Windblown desert dust can choke rain clouds, cutting badly needed rainfall. This new discovery made with the help of NASA satellites suggests that droughts over arid regions, such as central Africa, are made even worse by land management practices that expose new dust and accelerate the growth of deserts. In other words: Dust begets dust!

These findings, reported in the Proceedings of the National Academy of Sciences, present a new view of the decades-long drought in the African Sahel, a semi-arid region of Africa adjacent to the Sahara Desert. The grassy savannas of the Sahel once provided natural pasture land for livestock, but increasing demands on the land due to population growth have lead to desertification, which has been accompanied by increasing levels of airborne dust during the rainy season.

Dust and other particles in the air cause water droplets in clouds to be smaller, leading to decreased rain. More airborne dust is not necessarily a result of decreased rainfall but rather its cause, according to scientists from Israel's Hebrew University and the Weizmann Institute. "This impact of desert dust on rainfall was not known before," says lead author Daniel Rosenfeld, Hebrew University, Jerusalem.
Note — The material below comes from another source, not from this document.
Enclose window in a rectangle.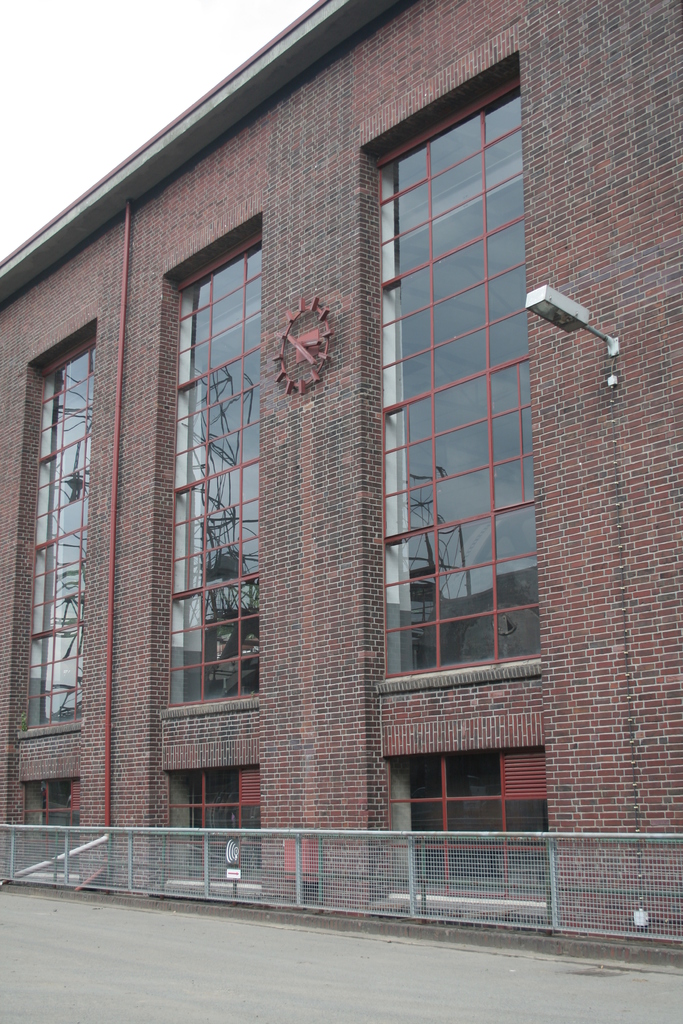
pyautogui.locateOnScreen(30, 325, 92, 728).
Furthermore, it was the opposite of what scientists expected.

Before Rosenfeld et al.'s research, many scientists thought that large airborne dust particles would speed the formation of rain by forming giant cloud condensation nuclei and larger cloud droplets. Not so.
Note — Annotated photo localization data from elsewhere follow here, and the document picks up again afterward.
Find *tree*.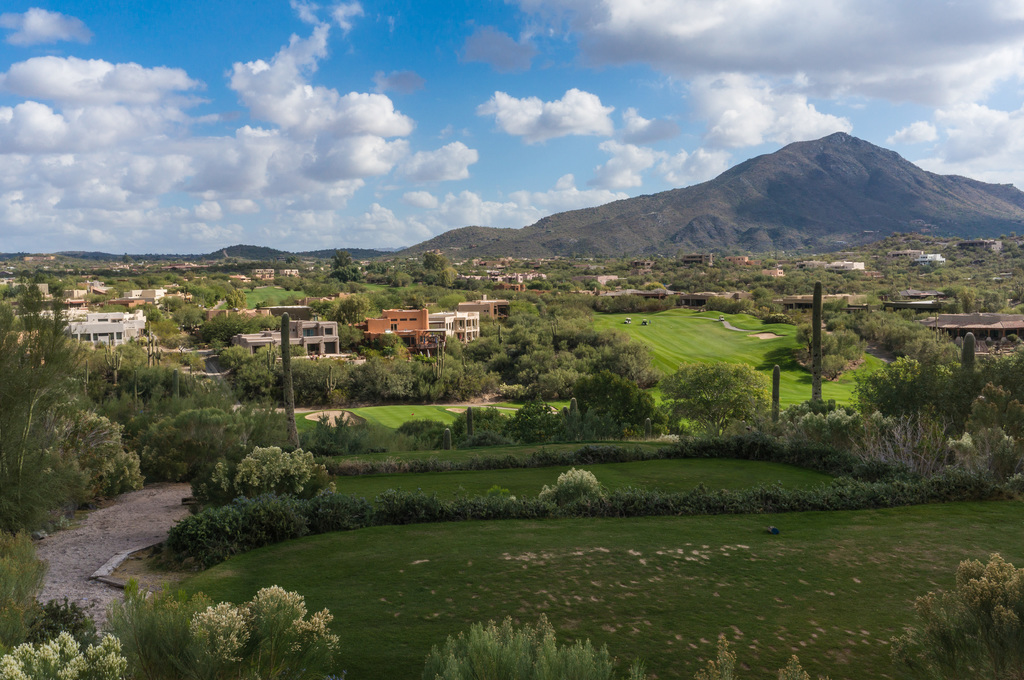
426,606,637,679.
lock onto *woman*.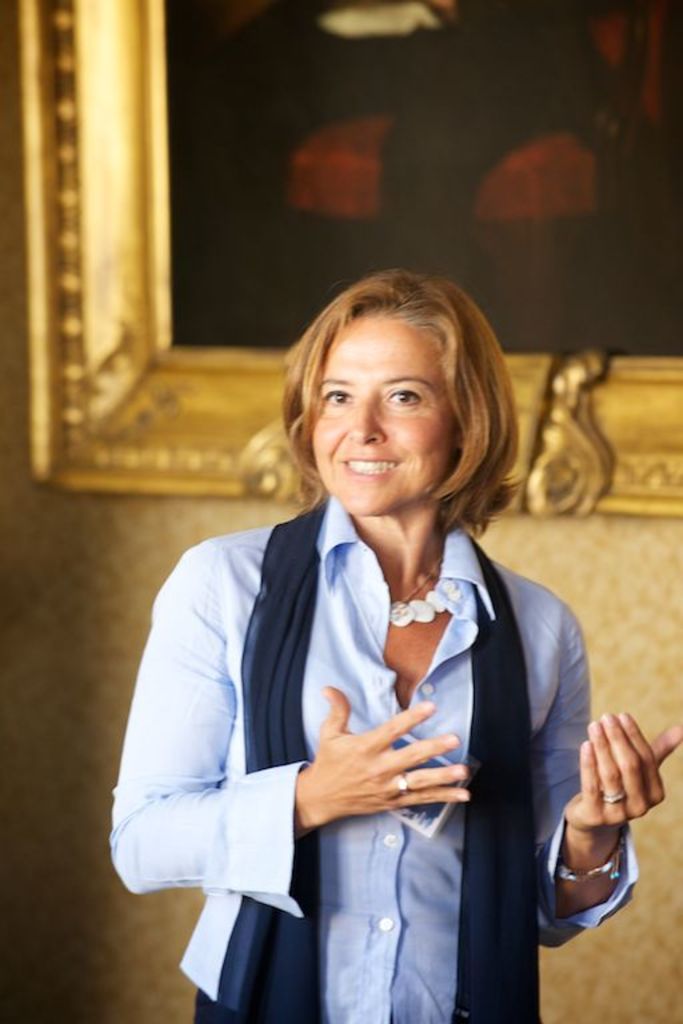
Locked: region(132, 260, 619, 1008).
"Our laboratory analysis of the desert dust showed that [dust] particles contained very little water-absorbing matter," says co-author Yinon Rudich of the Weizmann Institute. "As a result, even large dust particles form relatively small cloud droplets." The research shows dust actually amplifies the process of creating deserts. Activities that expose and disrupt topsoil, such as grazing and agricultural cultivation, can increase the amount of dust blown into the air. More dust reaching rain clouds produces less rainfall, which exacerbates the drought conditions and contributes to the desertification of the landscape. In desert regions, dust storms can often kick up clouds of dust that blanket thousands of square miles of land.
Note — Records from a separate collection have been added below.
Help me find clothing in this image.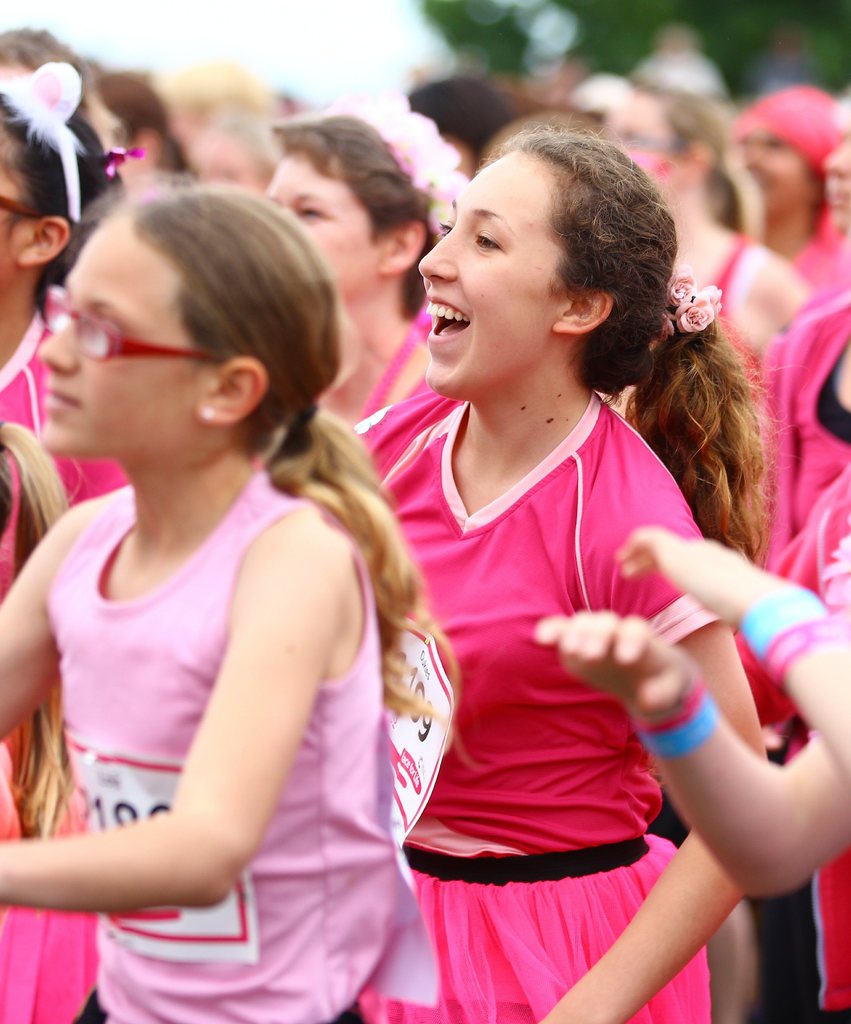
Found it: bbox=(758, 284, 850, 1023).
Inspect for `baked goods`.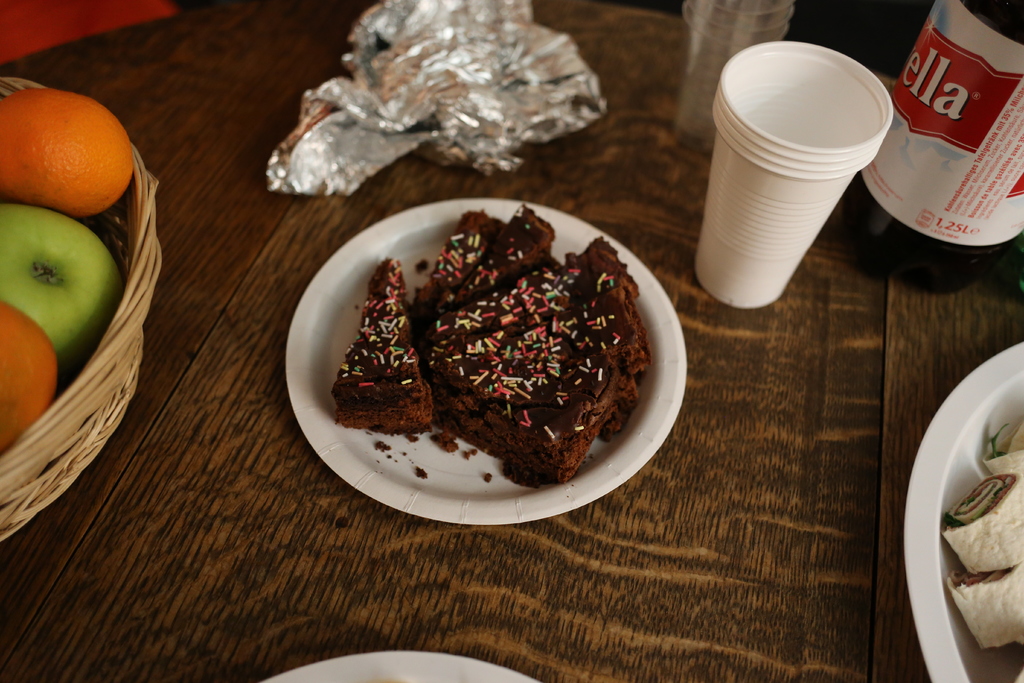
Inspection: 985:413:1023:472.
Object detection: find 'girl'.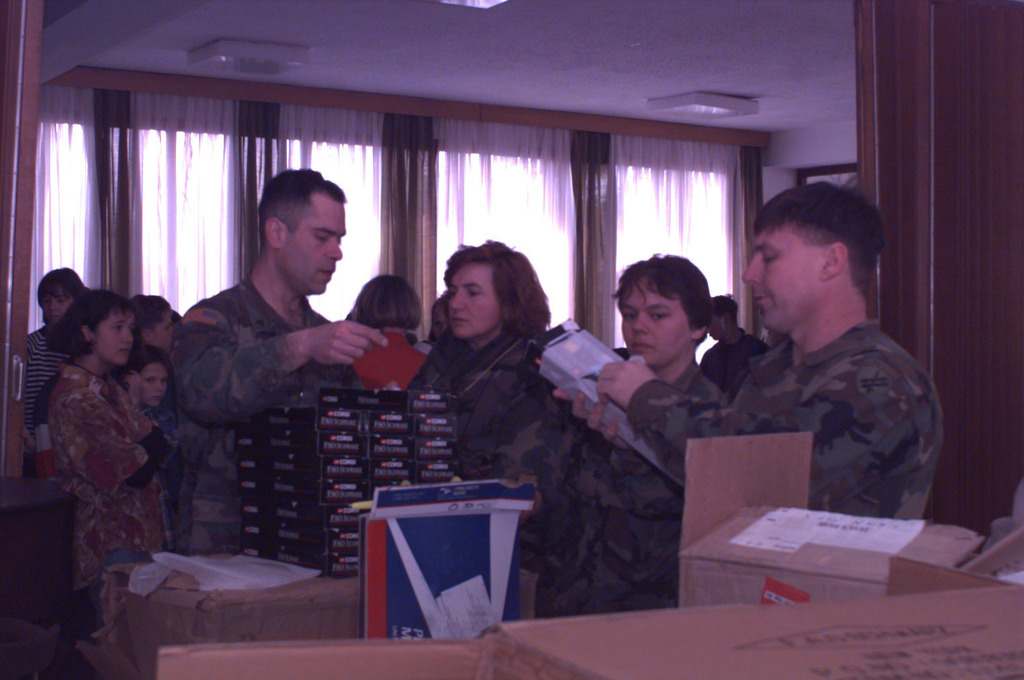
(x1=46, y1=292, x2=168, y2=613).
Water droplets that form around dust grains and other aerosols, tend to be smaller than droplets that don't. The size of the water droplets in a cloud determines whether gravity will dominate over the tendency of the air molecules to keep the droplets suspended. Dust and other types of aerosol particles blowing into clouds act as nuclei where water vapour can condense to form cloud droplets. If a lot of dust enters a cloud, the available water is spread over many small droplets. These small droplets grow more slowly through collisions with one another to the size of a raindrop, and the cloud yields less rainfall over the course of its lifetime. What the researchers saw in two separate cases, using different satellite observations, was that cloud droplets were smaller as dust concentrations increased.

NASA's Tropical Rainfall Measuring Mission (TRMM) spacecraft captured images of clouds over the Atlantic Ocean off the coast of northern Africa during a major March 2000 dust storm. Droplet sizes steadily increased and the clouds were from the dust-filled air. Rain was falling only from the dust-free clouds even though all the clouds contained equal amounts of water. The researchers also observed similar behaviour in clouds over the eastern Mediterranean Sea in March 1998, using data from aircraft and a U.S. weather satellite. Rosenfeld has used TRMM observations in two other recent studies to show that aerosols from biomass-burning smoke and urban air pollution also reduce rainfall. Combined with the negative impact of desert dust, Rosenfeld believes the aerosol rainfall-suppression effect can have a major impact on regional and global climate.

"The recent observations of the impact on precipitation of all kinds of aerosols, each with a major human contribution, show a major climate change issue that has nothing to do with greenhouse gases," says Rosenfeld. "Still, this is perhaps the climate-change effect with the greatest socio-economic impact on water-scarce areas."